According to the 2020 US Census Bureau surname tables, roughly 1,725 Americans carry the last name Trogdon. That puts it at #18,237 in the national surname ranking, appearing at a frequency of 0.50 per 100,000 people (about 1 in 198,698 residents).
This page is the full Name Census profile for the Trogdon surname. You will find the Census Bureau frequency data, a multi-census history view, an ancestry and ethnicity breakdown based on self-reported demographics, the name's meaning and origin where available, and answers to the most common questions people ask about this surname.
Bearers in the US
1.7K
1 in 198,698
Census rank
#18,237
2020 decennial data
Per 100,000
0.5
Frequency rate
Recorded bearers
1.5K
rare in the US
Popularity narrative
The Census Bureau recorded 1,504 bearers of the surname Trogdon in its 2020 decennial surname file. At a rate of 0.50 per 100,000 residents, it holds the 18237th position in the national surname ranking.
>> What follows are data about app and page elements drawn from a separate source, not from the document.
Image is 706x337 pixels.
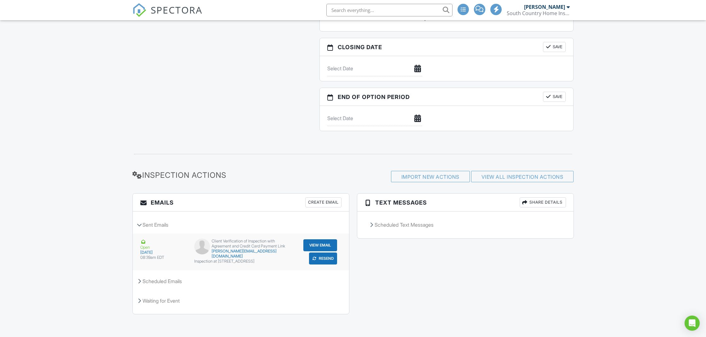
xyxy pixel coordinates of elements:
div: Share Details [520,197,566,208]
h3: Inspection Actions [132,171,275,179]
div: South Country Home Inspections, Inc. [507,10,570,16]
span: End of Option Period [338,93,410,101]
span: SPECTORA [151,3,203,16]
h3: Text Messages [357,194,574,212]
div: [DATE] [140,250,187,255]
div: 08:39am EDT [140,255,187,260]
div: Open Intercom Messenger [685,316,700,331]
h3: Emails [133,194,349,212]
input: Search everything... [326,4,453,16]
div: Waiting for Event [133,292,349,309]
a: View All Inspection Actions [482,174,564,180]
button: View Email [303,239,337,251]
a: View Email [303,239,338,252]
div: Scheduled Text Messages [365,216,566,233]
img: The Best Home Inspection Software - Spectora [132,3,146,17]
a: SPECTORA [132,9,203,22]
div: Open [140,239,187,250]
div: Scheduled Emails [133,273,349,290]
input: Select Date [327,61,422,76]
img: default-user-f0147aede5fd5fa78ca7ade42f37bd4542148d508eef1c3d3ea960f66861d68b.jpg [194,239,210,255]
button: Save [543,92,566,102]
div: [PERSON_NAME] [524,4,565,10]
input: Select Date [327,111,422,126]
div: Create Email [305,197,342,208]
div: [PERSON_NAME][EMAIL_ADDRESS][DOMAIN_NAME] [194,249,287,259]
span: Closing date [338,43,382,51]
div: Inspection at [STREET_ADDRESS] [194,259,287,264]
div: Import New Actions [391,171,470,182]
div: Sent Emails [133,216,349,233]
button: Resend [309,253,337,265]
div: Client Verification of Inspection with Agreement and Credit Card Payment Link [194,239,287,249]
button: Save [543,42,566,52]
Among Census respondents with the surname Trogdon, the largest self-reported group is White at 87.2%. The next largest groups are Black (5.9%) and Two or More Races (4.2%).
Origin
The surname Trogdon is believed to have originated in England, likely during the medieval period. It is thought to be derived from an Old English place name, possibly "Troc's Valley" or "Troc's Hill," where "Troc" was a personal name. The earliest known spelling variations of the name include Trockedon, Trokeden, and Troggedene.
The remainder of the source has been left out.